Henry Kissinger’s Aspirations Never Quite Found Their Place

Henry Kissinger’s Aspirations Never Quite Found Their Place


Henry Kissinger never quite belonged where he wanted to be

Early in june 1970, soon after America had⁤ invaded‍ Cambodia, Henry Kissinger ⁢secretly visited Brian McDonnell,‍ a 27-year-old peacenik he had spotted in Lafayette Park opposite the‌ White House. It was one of his many efforts that year to persuade his younger critics that they should give war a chance.

As with so many others, he failed with Brian, but ‌they stayed in touch. While Richard Nixon sulked ⁣in the West Wing, his national security​ adviser and the⁤ long-haired activist​ would meet from time to time to talk about the war and the philosophy of ‍Kant, struggling, Mr Kissinger wrote, “to fashion at least a temporary bridge across the mutual ⁣incomprehension”. He never lost ⁤the belief that he could win over his critics. And not just the movers and shakers, but⁢ also those far from the cover ‌of Time and out of range of the Oval Office microphones. By arguing and arguing‍ some more, he was asserting that‌ he ⁤belonged and that he counted.

He had started as an outcast, growing up in pre-war Germany among people who despised and rejected him for being a⁣ Jew. The Nazis sacked his⁢ father from the public high school in Fürth, near Nuremberg. His mother was the‍ first to grasp that the “Hitler State” held no future for ‍her children. In 1938, 15-year-old Heinz, ⁣as he was then,‍ fled ⁣to America with his family. He never shed the accent; his voice, like gravel‍ in a ​goldfish-bowl, added deeply ⁢to his seriousness. But his younger brother Walter learned to speak like a regular‍ American, claiming later to be “the‍ Kissinger who listens”.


**Assigned task:** Consider the data that follows and state how many lines contain the string "these", using the number alone.

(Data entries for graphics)
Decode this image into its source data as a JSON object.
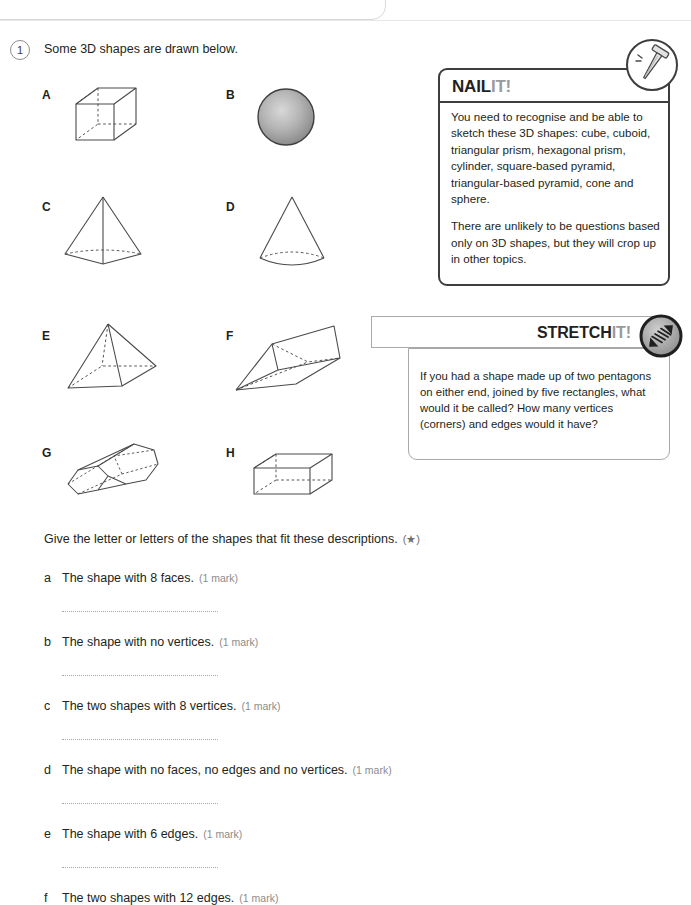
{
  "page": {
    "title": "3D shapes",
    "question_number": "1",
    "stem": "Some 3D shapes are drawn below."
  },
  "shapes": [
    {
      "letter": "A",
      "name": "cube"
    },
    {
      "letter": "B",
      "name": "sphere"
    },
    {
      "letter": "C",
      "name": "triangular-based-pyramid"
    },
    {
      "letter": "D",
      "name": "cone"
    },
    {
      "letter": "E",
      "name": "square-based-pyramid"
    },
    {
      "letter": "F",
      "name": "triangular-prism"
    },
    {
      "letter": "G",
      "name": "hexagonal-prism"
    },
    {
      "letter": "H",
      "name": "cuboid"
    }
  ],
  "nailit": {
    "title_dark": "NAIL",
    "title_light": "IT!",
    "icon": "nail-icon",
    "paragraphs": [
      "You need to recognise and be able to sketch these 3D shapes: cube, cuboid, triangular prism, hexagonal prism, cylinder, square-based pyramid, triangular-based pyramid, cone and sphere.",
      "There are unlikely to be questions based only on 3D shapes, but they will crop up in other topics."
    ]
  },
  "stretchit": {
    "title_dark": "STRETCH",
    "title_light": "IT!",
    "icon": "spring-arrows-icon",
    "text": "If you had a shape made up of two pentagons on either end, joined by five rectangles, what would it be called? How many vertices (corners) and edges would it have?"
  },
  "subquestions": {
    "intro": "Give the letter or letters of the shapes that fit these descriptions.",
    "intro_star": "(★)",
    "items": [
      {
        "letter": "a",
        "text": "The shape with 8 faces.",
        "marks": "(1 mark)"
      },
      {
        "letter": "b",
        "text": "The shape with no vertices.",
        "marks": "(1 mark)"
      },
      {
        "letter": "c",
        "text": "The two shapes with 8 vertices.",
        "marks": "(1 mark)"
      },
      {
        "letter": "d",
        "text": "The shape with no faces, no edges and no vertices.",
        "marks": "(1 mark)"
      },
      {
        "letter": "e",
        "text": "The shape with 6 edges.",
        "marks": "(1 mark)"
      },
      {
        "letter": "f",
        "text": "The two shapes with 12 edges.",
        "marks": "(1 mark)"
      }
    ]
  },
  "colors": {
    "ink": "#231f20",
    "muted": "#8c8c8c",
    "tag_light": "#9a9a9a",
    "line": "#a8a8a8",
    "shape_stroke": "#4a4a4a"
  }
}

**Result of the task:** 2